Fact
Interestingly, Morgan is forever linked with Babe Ruth. During the 1917 season, Ruth pitched for the Boston Red Sox during the first game of a Boston-Washington doubleheader on June 23 at Fenway Park. Morgan, leading off for the Senators, was awarded first base after home plate umpire Brick Owens called the first four pitches all balls. After an altercation with Owens, Ruth was ejected and Ernie Shore came into the game to relieve him. Then Morgan tried stealing second base on the first pitch by Shore, but Boston catcher Sam Agnew gunned him down. After that, Shore retired the next 26 Senators he faced. At the time, he was credited with a perfect game, but since then, the criteria have been revised, and Shore's name has been removed from the record books, although he still gets credit for a combined no-hitter.

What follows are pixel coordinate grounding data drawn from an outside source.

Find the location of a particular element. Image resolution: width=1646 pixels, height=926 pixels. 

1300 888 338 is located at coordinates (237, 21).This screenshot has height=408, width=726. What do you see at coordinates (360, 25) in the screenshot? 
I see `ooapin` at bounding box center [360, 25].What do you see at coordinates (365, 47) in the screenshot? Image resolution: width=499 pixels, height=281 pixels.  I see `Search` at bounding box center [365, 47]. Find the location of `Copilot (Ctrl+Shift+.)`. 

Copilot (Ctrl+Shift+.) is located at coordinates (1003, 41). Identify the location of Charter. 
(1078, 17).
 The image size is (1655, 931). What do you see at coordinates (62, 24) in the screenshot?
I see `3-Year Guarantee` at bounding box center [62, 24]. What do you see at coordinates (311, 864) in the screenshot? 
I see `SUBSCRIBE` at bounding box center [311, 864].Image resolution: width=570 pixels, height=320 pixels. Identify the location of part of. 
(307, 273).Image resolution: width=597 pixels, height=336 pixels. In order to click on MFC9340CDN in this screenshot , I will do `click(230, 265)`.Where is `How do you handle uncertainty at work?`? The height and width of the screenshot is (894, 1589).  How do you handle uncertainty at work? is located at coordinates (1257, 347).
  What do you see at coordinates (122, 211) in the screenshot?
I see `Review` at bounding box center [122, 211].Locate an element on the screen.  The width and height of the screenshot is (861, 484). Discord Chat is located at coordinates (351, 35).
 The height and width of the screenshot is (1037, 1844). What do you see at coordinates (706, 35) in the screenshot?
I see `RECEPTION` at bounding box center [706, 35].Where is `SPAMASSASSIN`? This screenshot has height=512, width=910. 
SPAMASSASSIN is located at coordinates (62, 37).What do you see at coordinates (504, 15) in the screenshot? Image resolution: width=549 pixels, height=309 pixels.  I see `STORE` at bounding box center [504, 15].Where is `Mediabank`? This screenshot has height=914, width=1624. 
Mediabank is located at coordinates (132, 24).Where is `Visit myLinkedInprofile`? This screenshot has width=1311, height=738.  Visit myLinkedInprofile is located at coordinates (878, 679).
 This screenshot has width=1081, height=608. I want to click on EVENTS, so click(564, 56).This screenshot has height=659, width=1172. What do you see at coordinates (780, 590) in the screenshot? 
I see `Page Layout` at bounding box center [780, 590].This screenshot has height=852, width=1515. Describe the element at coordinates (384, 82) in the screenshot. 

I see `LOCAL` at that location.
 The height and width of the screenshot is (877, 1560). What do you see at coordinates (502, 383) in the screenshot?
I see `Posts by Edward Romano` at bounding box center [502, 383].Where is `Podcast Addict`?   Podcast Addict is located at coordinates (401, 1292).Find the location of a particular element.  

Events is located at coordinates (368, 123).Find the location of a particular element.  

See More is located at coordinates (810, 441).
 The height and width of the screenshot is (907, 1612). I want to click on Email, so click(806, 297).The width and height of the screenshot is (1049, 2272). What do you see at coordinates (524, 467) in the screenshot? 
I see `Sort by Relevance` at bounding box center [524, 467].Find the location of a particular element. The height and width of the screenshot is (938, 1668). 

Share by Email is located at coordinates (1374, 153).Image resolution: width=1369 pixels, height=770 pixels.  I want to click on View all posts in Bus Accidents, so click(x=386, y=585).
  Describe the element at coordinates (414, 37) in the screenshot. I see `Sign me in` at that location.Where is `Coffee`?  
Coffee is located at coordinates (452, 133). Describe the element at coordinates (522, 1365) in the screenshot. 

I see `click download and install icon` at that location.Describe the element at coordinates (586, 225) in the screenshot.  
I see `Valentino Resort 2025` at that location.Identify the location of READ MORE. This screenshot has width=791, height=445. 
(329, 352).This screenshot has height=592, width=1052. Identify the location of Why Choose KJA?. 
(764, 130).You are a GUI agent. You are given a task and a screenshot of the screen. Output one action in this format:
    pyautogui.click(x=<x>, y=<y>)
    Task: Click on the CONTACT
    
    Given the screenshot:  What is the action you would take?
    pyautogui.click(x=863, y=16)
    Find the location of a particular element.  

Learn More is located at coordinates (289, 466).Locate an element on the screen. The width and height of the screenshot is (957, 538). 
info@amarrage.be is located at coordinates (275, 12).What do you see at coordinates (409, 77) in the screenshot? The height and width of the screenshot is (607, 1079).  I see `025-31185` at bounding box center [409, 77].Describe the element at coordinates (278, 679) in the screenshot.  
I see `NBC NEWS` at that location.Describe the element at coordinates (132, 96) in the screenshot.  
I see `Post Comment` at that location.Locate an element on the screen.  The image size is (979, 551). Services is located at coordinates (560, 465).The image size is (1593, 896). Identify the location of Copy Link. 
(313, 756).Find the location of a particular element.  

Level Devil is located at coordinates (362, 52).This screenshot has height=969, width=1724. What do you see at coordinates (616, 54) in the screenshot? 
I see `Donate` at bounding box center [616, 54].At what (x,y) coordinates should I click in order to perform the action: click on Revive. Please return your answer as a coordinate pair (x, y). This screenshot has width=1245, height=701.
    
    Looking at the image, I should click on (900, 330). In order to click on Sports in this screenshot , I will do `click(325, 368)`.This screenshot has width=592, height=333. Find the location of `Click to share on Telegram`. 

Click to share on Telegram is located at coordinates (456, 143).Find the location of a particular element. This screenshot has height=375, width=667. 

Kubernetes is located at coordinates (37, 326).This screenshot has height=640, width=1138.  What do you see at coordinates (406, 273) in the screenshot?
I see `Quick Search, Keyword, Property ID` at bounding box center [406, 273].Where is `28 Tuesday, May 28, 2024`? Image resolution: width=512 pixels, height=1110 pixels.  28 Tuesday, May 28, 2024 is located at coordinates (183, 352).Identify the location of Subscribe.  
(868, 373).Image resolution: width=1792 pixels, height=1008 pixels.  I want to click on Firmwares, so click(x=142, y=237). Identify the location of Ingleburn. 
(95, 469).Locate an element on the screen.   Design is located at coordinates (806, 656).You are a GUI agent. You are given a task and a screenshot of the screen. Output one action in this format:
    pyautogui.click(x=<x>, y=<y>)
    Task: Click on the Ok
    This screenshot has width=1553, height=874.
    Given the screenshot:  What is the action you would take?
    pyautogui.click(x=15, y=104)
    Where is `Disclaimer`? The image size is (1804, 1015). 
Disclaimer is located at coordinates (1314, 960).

Read more about this topic: Ray Morgan
Famous quotes containing the word fact:
“But the ocean was the grand fact there, which made us forget both bayberries and men.”
—Henry David Thoreau (18171862)
“It is a fact often observed, that men have written good verses under the inspiration of passion, who cannot write well under other circumstances.”
—Ralph Waldo Emerson (18031882)
“To say that authority, whether secular or religious, supplies no ground for morality is not to deny the obvious fact that it supplies a sanction.”